Didn't quite make it to 500 words this time. But considering how I had to retype this from scratch after losing the original, I'm not going to worry about it. This would have been up last week if not for that little speed bump, which is why this uses last week's prompt of "Outer Space".


They all thought he was crazy. Shockwave was aware of that, and it didn't bother him. His experiments had earned him far worse labels in the course of his life, and he was sure more would come.

But this was a new insanity.

Some called it obsession that kept him glued to a screen long into the night cycle, scanning every communications channel he knew. Others thought it more likely to be a compulsion which brought him back time and again, repeating his search even when there was no reason to expect a change. All thought it was a waste of time, and none could understand why he continued.

Shockwave couldn't have explained it to them. They were emotional beings, and he was not. They were driven to survive by the fear of pain, the love of comfort, and in many cases, the angry desire for revenge. They interacted because they enjoyed it, protected those they cared about, and mourned those they lost.

Shockwave was nothing like them. He socialized rarely, and then only because isolation was detrimental to one's mental health. He watched out for those under his command because they were of no use damaged or dead. He didn't mourn at all, although he acknowledged the deaths of those he knew personally.

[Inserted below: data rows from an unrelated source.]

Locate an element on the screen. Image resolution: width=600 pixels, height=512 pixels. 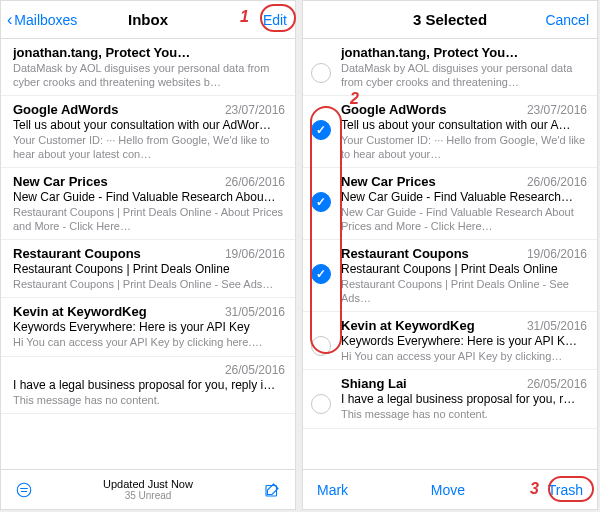
nav-bar: 3 Selected Cancel is located at coordinates (450, 20).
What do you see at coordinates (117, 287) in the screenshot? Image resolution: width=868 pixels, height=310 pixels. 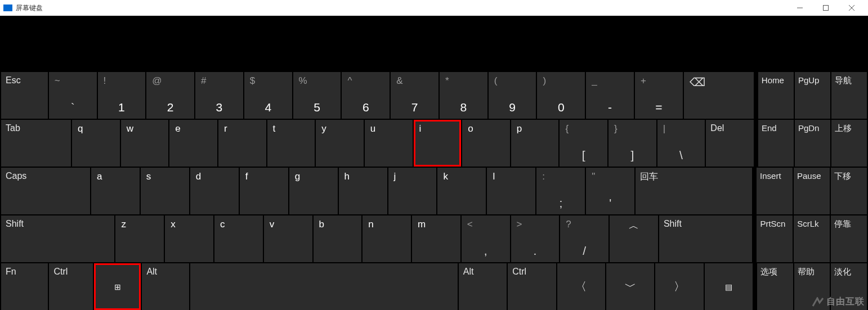 I see `key-windows: ⊞` at bounding box center [117, 287].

No, they could never understand. There was no explaining why he couldn't simply accept that Megatron was dead and turn his full attention to the war. Why he needed to believe that his leader would one day return. Shockwave himself didn't fully understand it. On the surface it defied all logic to keep waiting, especially as vorns crept by. The longer they went without contact, the more likely it became that Megatron never would come back. Shockwave knew that, just as he knew he should stop this foolishness.

But his mission superseded all of that. Megatron had left Shockwave to guard Cybertron until his return, and to accept that day would never come would be to remove his reason to survive. And he needed a reason to survive - he wasn't suicidal, no, but without the hopes and fears that drove others to safeguard their lives, he needed to justify his continued existence. The fact that life itself wouldn't exist without a purpose was sufficient reason for him to search out those justifications, but he was under no illusions that, if the time came when he couldn't find them anymore, he would end his own life as remorselessly as he had countless others.

Space was vast, and he knew Megatron could be anywhere, even lost forever among the stars. Perhaps one day he would find a new reason to go on, and when that day came, he would relinquish his hold on this foolish belief. But until then, he watched and he waited.

He had nothing else.


Let's face it: Four million years is a LONG time to wait. Even by Cybertronian standards.